Having wings attached to the feet;
as,
wing-footed
Mercury
; hence, swift; moving with rapidity; fleet.
Drayton.
2.
(Zool.)
(a)
Having part or all of the feet adapted for flying.
(b)
Having the anterior lobes of the foot so modified as to form a pair of winglike swimming organs; – said of the pteropod mollusks.

Webster 1828 Edition


Wing-footed

WING-FOOTED

,
Adj.
[wing and foot.] Swift; moving with rapidity; fleet.

Definition 2024


wing-footed

wing-footed

English

Alternative forms

  • wingfooted

Adjective

wing-footed (comparative more wing-footed, superlative most wing-footed)

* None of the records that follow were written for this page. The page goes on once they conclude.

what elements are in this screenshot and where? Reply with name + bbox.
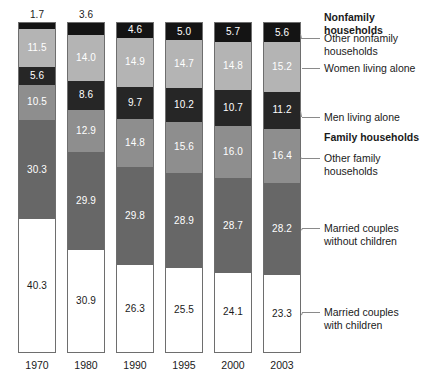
x-axis-tick-label: 2000 — [221, 359, 244, 371]
x-axis-tick-label: 1995 — [172, 359, 195, 371]
bar-segment[interactable]: 28.2 — [264, 183, 300, 276]
segment-value-label: 23.3 — [272, 309, 292, 319]
segment-value-label: 10.7 — [223, 103, 243, 113]
legend-item-label[interactable]: Married couples without children — [324, 222, 399, 247]
legend-leader-line — [302, 38, 320, 39]
bar-segment[interactable]: 29.9 — [68, 152, 104, 250]
stacked-bar[interactable]: 4.614.99.714.829.826.3 — [116, 22, 154, 353]
stacked-bar[interactable]: 1.711.55.610.530.340.3 — [18, 22, 56, 353]
bar-group-1990: 4.614.99.714.829.826.31990 — [116, 22, 154, 353]
segment-value-label: 15.2 — [272, 62, 292, 72]
bar-segment[interactable]: 4.6 — [117, 23, 153, 38]
segment-value-label: 5.6 — [30, 71, 44, 81]
bar-segment[interactable]: 16.0 — [215, 126, 251, 179]
segment-value-label: 15.6 — [174, 142, 194, 152]
bar-segment[interactable]: 30.3 — [19, 120, 55, 220]
legend-leader-line — [302, 117, 320, 118]
bar-segment[interactable]: 5.0 — [166, 23, 202, 39]
stacked-bar[interactable]: 5.615.211.216.428.223.3 — [263, 22, 301, 353]
legend-leader-connector — [300, 157, 302, 159]
bar-segment[interactable]: 10.5 — [19, 85, 55, 120]
legend-group-heading: Family households — [324, 131, 419, 144]
legend-item-label[interactable]: Men living alone — [324, 111, 400, 124]
bar-segment[interactable]: 8.6 — [68, 81, 104, 109]
segment-value-label: 29.9 — [76, 196, 96, 206]
legend-item-label[interactable]: Other family households — [324, 152, 381, 177]
bar-segment[interactable]: 26.3 — [117, 265, 153, 352]
legend-leader-line — [302, 158, 320, 159]
segment-value-label: 11.5 — [27, 43, 46, 53]
legend-leader-line — [302, 68, 320, 69]
bar-segment[interactable]: 11.2 — [264, 92, 300, 129]
segment-value-label: 14.8 — [125, 138, 145, 148]
segment-value-label: 5.7 — [226, 27, 240, 37]
bar-segment[interactable]: 40.3 — [19, 219, 55, 352]
bar-group-1995: 5.014.710.215.628.925.51995 — [165, 22, 203, 353]
legend-item-label[interactable]: Women living alone — [324, 62, 415, 75]
bar-segment[interactable]: 12.9 — [68, 110, 104, 152]
bar-segment[interactable]: 10.7 — [215, 90, 251, 125]
chart-plot-area: 1.711.55.610.530.340.319703.614.08.612.9… — [0, 0, 300, 386]
legend-leader-connector — [301, 312, 303, 315]
bar-segment[interactable]: 5.6 — [19, 67, 55, 85]
segment-value-label: 14.9 — [125, 57, 145, 67]
segment-value-label: 28.2 — [272, 224, 292, 234]
bar-segment[interactable]: 14.8 — [117, 119, 153, 168]
bar-segment[interactable]: 14.9 — [117, 38, 153, 87]
segment-value-label: 25.5 — [174, 305, 194, 315]
bar-segment[interactable]: 23.3 — [264, 275, 300, 352]
segment-value-label: 30.3 — [27, 165, 47, 175]
bar-segment[interactable]: 24.1 — [215, 273, 251, 352]
bar-segment[interactable]: 14.8 — [215, 42, 251, 91]
stacked-bar[interactable]: 5.714.810.716.028.724.1 — [214, 22, 252, 353]
bar-segment[interactable]: 29.8 — [117, 167, 153, 265]
x-axis-tick-label: 1980 — [74, 359, 97, 371]
segment-value-label: 30.9 — [76, 296, 96, 306]
segment-value-label: 10.2 — [174, 100, 194, 110]
segment-value-label: 28.7 — [223, 221, 243, 231]
bar-segment[interactable]: 9.7 — [117, 87, 153, 119]
bar-segment[interactable]: 14.7 — [166, 40, 202, 88]
stacked-bar[interactable]: 5.014.710.215.628.925.5 — [165, 22, 203, 353]
bar-segment[interactable]: 15.2 — [264, 42, 300, 92]
segment-value-label: 8.6 — [79, 90, 93, 100]
x-axis-tick-label: 1990 — [123, 359, 146, 371]
segment-value-label: 11.2 — [272, 105, 291, 115]
segment-value-label: 3.6 — [79, 10, 93, 20]
bar-group-1970: 1.711.55.610.530.340.31970 — [18, 22, 56, 353]
segment-value-label: 14.7 — [174, 59, 194, 69]
bar-segment[interactable]: 15.6 — [166, 122, 202, 173]
bar-segment[interactable]: 28.9 — [166, 173, 202, 268]
segment-value-label: 40.3 — [27, 281, 47, 291]
legend-item-label[interactable]: Other nonfamily households — [324, 32, 398, 57]
bar-segment[interactable]: 16.4 — [264, 129, 300, 183]
bar-segment[interactable]: 28.7 — [215, 178, 251, 272]
bar-segment[interactable]: 5.6 — [264, 23, 300, 41]
bar-group-2003: 5.615.211.216.428.223.32003 — [263, 22, 301, 353]
chart-legend: Nonfamily householdsOther nonfamily hous… — [300, 0, 427, 386]
segment-value-label: 5.6 — [275, 28, 289, 38]
bar-segment[interactable]: 3.6 — [68, 23, 104, 35]
segment-value-label: 16.0 — [223, 147, 243, 157]
segment-value-label: 4.6 — [128, 25, 142, 35]
bar-segment[interactable]: 14.0 — [68, 35, 104, 81]
segment-value-label: 26.3 — [125, 304, 145, 314]
segment-value-label: 9.7 — [128, 98, 142, 108]
bar-segment[interactable]: 5.7 — [215, 23, 251, 42]
legend-item-label[interactable]: Married couples with children — [324, 306, 399, 331]
segment-value-label: 29.8 — [125, 211, 145, 221]
stacked-bar[interactable]: 3.614.08.612.929.930.9 — [67, 22, 105, 353]
segment-value-label: 16.4 — [272, 151, 292, 161]
segment-value-label: 10.5 — [27, 97, 47, 107]
legend-leader-line — [302, 312, 320, 313]
bar-segment[interactable]: 30.9 — [68, 250, 104, 352]
bar-segment[interactable]: 25.5 — [166, 268, 202, 352]
segment-value-label: 12.9 — [76, 126, 96, 136]
segment-value-label: 28.9 — [174, 216, 194, 226]
legend-leader-connector — [301, 228, 303, 230]
x-axis-tick-label: 1970 — [25, 359, 48, 371]
legend-leader-connector — [300, 111, 302, 117]
bar-segment[interactable]: 11.5 — [19, 29, 55, 67]
segment-value-label: 24.1 — [223, 307, 243, 317]
bar-segment[interactable]: 10.2 — [166, 88, 202, 122]
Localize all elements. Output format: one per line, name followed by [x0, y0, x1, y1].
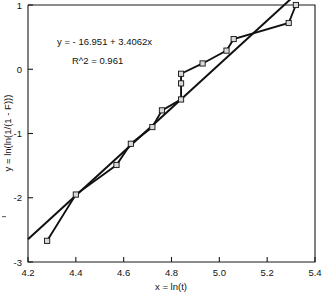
x-tick-label: 4.2	[21, 267, 34, 278]
y-tick-label: 1	[17, 0, 22, 11]
y-axis-tick-labels: 10-1-2-3	[14, 0, 22, 268]
x-tick-label: 4.4	[69, 267, 82, 278]
regression-equation-label: y = - 16.951 + 3.4062x	[57, 36, 152, 47]
data-point-marker	[178, 81, 183, 86]
plot-svg: 4.24.44.64.85.05.25.4 10-1-2-3 y = - 16.…	[0, 0, 334, 300]
x-tick-label: 4.6	[117, 267, 130, 278]
data-point-marker	[293, 2, 298, 7]
x-axis-ticks	[28, 257, 315, 262]
r-squared-label: R^2 = 0.961	[72, 55, 123, 66]
data-point-marker	[150, 124, 155, 129]
data-point-marker	[231, 36, 236, 41]
y-tick-label: -3	[14, 257, 22, 268]
x-tick-label: 5.2	[261, 267, 274, 278]
data-point-marker	[45, 238, 50, 243]
x-tick-label: 5.0	[213, 267, 226, 278]
data-point-marker	[128, 141, 133, 146]
data-point-marker	[73, 192, 78, 197]
data-point-marker	[178, 71, 183, 76]
y-axis-ticks	[28, 5, 33, 262]
data-point-marker	[224, 48, 229, 53]
x-tick-label: 5.4	[308, 267, 321, 278]
x-axis-title: x = ln(t)	[155, 281, 187, 292]
y-axis-title: y = ln(ln(1/(1 - F)))	[2, 95, 13, 172]
data-point-marker	[200, 61, 205, 66]
data-point-marker	[178, 97, 183, 102]
x-axis-tick-labels: 4.24.44.64.85.05.25.4	[21, 267, 321, 278]
scan-artifact-mark	[2, 216, 6, 217]
data-point-marker	[159, 108, 164, 113]
x-tick-label: 4.8	[165, 267, 178, 278]
weibull-probability-plot: 4.24.44.64.85.05.25.4 10-1-2-3 y = - 16.…	[0, 0, 334, 300]
data-point-marker	[114, 162, 119, 167]
y-tick-label: 0	[17, 64, 22, 75]
y-tick-label: -1	[14, 128, 22, 139]
y-tick-label: -2	[14, 192, 22, 203]
data-point-marker	[286, 20, 291, 25]
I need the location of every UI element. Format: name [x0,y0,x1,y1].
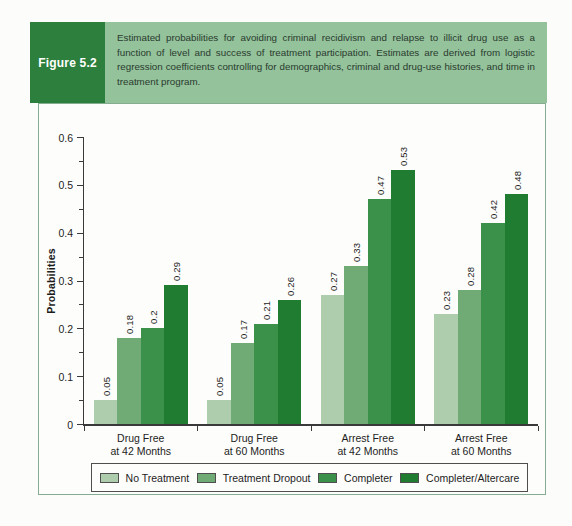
figure-number-label: Figure 5.2 [38,56,97,70]
legend-swatch [318,473,337,483]
legend-item: Treatment Dropout [197,472,311,484]
figure-number-box: Figure 5.2 [30,22,105,103]
x-category-line2: at 60 Months [198,445,312,458]
legend-swatch [400,473,419,483]
x-category-line2: at 42 Months [311,445,425,458]
legend-swatch [100,473,119,483]
legend: No TreatmentTreatment DropoutCompleterCo… [91,463,528,492]
legend-label: Completer/Altercare [426,472,519,484]
x-category-label: Arrest Freeat 60 Months [425,432,539,458]
figure-5-2: Figure 5.2 Estimated probabilities for a… [30,22,548,497]
figure-caption: Estimated probabilities for avoiding cri… [105,22,547,103]
x-category-line2: at 42 Months [84,445,198,458]
x-category-line1: Arrest Free [311,432,425,445]
x-category-line1: Arrest Free [425,432,539,445]
legend-label: No Treatment [126,472,190,484]
legend-label: Treatment Dropout [223,472,311,484]
legend-item: Completer/Altercare [400,472,519,484]
figure-header: Figure 5.2 Estimated probabilities for a… [30,22,547,103]
x-category-label: Arrest Freeat 42 Months [311,432,425,458]
x-axis-labels: Drug Freeat 42 MonthsDrug Freeat 60 Mont… [39,104,545,494]
legend-swatch [197,473,216,483]
legend-label: Completer [344,472,392,484]
x-category-line1: Drug Free [84,432,198,445]
chart-area: Probabilities 00.10.20.30.40.50.6 0.050.… [38,103,546,495]
x-category-line2: at 60 Months [425,445,539,458]
x-category-line1: Drug Free [198,432,312,445]
legend-item: No Treatment [100,472,190,484]
legend-item: Completer [318,472,392,484]
x-category-label: Drug Freeat 42 Months [84,432,198,458]
x-category-label: Drug Freeat 60 Months [198,432,312,458]
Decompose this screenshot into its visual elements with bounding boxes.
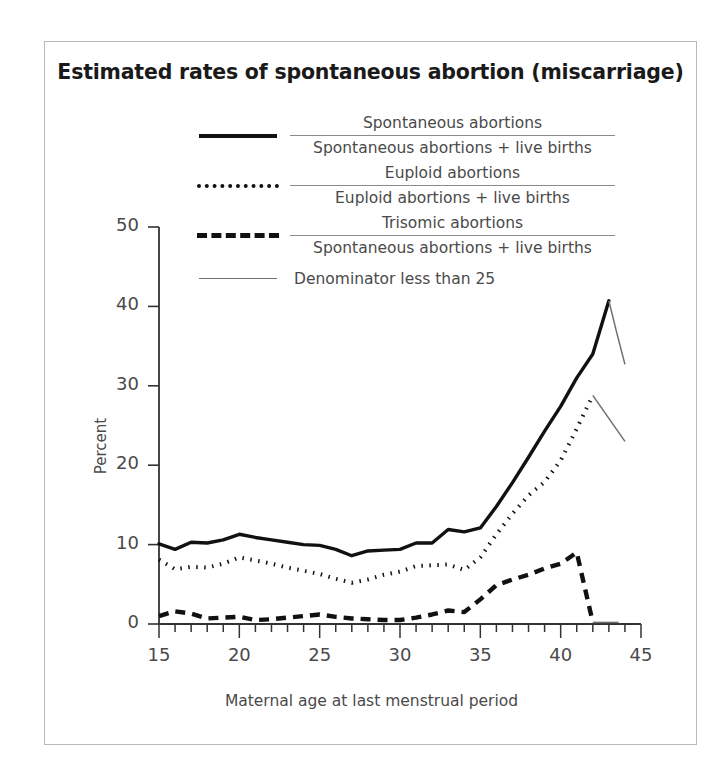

  1. Having wings on the feet; very fast.
    • 1596, Edmund Spenser, The Faerie Queene, V.8:
      And his wingfooted coursers him did beare / So fast away that, ere his readie speare / He could advance, he farre was gone and past […].
    • 1918 W. B. Yeats, Per Amica Silentia Lunae in Mythologies, New York: Macmillan, 1959, p. 332,
      He only can create the greatest imaginable beauty who has endured all imaginable pangs, for only when we have seen and foreseen what we dread shall we be rewarded by that dazzling, unforeseen, wing-footed wanderer.
    • 1958, Ovid, The Metamorphoses, translated by Horace Gregory, New York: Viking, Book XI, p. 307,
      In due time she gave birth to Autolycus, / A son of Mercury, wing-footed, as if born / With all his father's cleverness and speed, / He made white look like black and black like white.